Wednesday 24 February 2021

Dying side-by-side with the National Trust

Currently the Conservative government are wielding the state as a tool to crack down on the anti-racist, anti-homophiba and inclusive work being done by arts and heritage organisations, charities and museums. In 2016, I worked with the LBT on a show about working class, socialist conscientious objectors with Heritage Quay at the University of Huddersfield. What if some ministers, or their backers, decide this was “anti-British” and swoop in using their laws to slap artists and organisations on the wrist and gag them from telling the truth?

 

The National Trust simply wanted to unpack and educate people on the history of it's properties. It seems so simple and harmless to type that, but they recieved a barrage of abuse, calling them "woke" for simply pointing out British history. A group of MPs deeming themselves to be the Common Sense Group have decided common sense means "getting angry with truth" and are using their political power to weigh down on charities.

 

Facts don’t care about your feelings. No matter how much it upsets you, the truth is that the British Empire murdered, raped and plundered it’s way across the world. No matter how much you want to deny it, the slave trade was not a good thing. And it is entirely right that museums and theatres tell these truthful stories.

 

As a poet and playwright, I have always thought carefully about the stories we need to tell, and whose voices we platform. Whole generations grew up on the daring do of Zulu, Bridge On The River Kwai, The Dirty Dozen and The Great Escape, or the stiff-upper-lip of Dad’s Army. These are fictional fodder, enjoyable for a Sunday afternoon viewing. But they are loose with the truth, constructed worlds of hyper-heroism and are not an accurate representation of our history.

 

The Conservative Party of the 1980s were a party of business. At the cost of millions of people’s livelihoods, they deregulated the market to introduce a wave of neoliberalism. The Party I saw come to power in 2010 boasted the Etonians-know-best rhetoric, arguing for ‘sensible’ economic policies which ultimately slashed the welfare state and plunged people into poverty. The current Conservative Party are neither business-minded, nor sensible. They pursued a Brexit-at-all-costs policy, fearing their voters would trickle away to Ukip or the Brexit Party. Now they have proudly adopted policies the BNP proposed in the 2000s. They are staunchly ‘anti-woke’, pandering to the nasty streak in British culture, and will legislate to keep their narrative dominant.

 

I have a small, tiny, unnourished feeling that maybe this will backfire on the Conservatives. As Brexit proves to have very few long-term positive impacts (or as Micheal Caine, a man with a net worth of £55 million said, we become “poor masters”) the public will be sick of a Party who hoard wealth at the top and whose ‘levelling up’ policies include a dribble of funding. And on the doorstep, when their campaigners rail against “wokeness” or “political correctness”, voters will be frustrated by their lack of answers to poverty.

 

Man standing to be MP: Have you seen the BBC want to hire more black actors? Bloody woke nonsense.

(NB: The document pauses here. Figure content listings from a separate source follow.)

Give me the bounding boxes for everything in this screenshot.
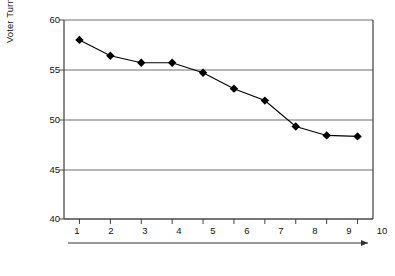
data-point [75,36,83,44]
data-point [106,52,114,60]
plot-area [0,0,395,276]
data-point [353,132,361,140]
chart-container: Voter Turnout (%) 60 55 50 45 40 1 2 3 4… [0,0,395,276]
data-markers [75,36,362,141]
x-axis-direction-arrow [68,240,368,246]
data-point [230,84,238,92]
data-point [322,131,330,139]
gridlines [64,20,373,170]
data-line [79,40,357,137]
x-axis-ticks [79,219,357,224]
data-point [168,59,176,67]
y-axis-ticks [59,20,64,219]
data-point [137,59,145,67]
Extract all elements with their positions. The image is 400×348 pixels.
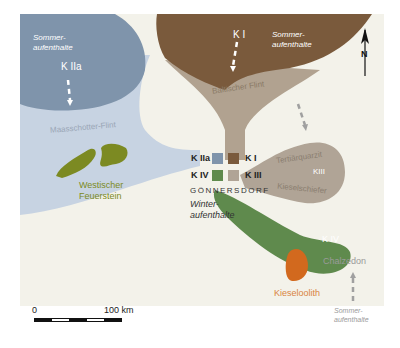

Voter: How can you make my life better?

Man standing to be MP: Have you seen you can’t use slurs to describe disabled people anymore? Bloody woke nonsense.

 

And yet, as the question “Should the UK leave the European Union” is so easily manipulated into a question of imagined sovereignty. Patriotism so easily, easily upsold into nationalism. I have seen calls to not play the Tories’ game, to not be angry at them calling us angry, not to become militant as they call us militant.

 

But they control a narrative, and we have to curate our own.

 

I never thought I’d die fighting side-by-side with the National Trust.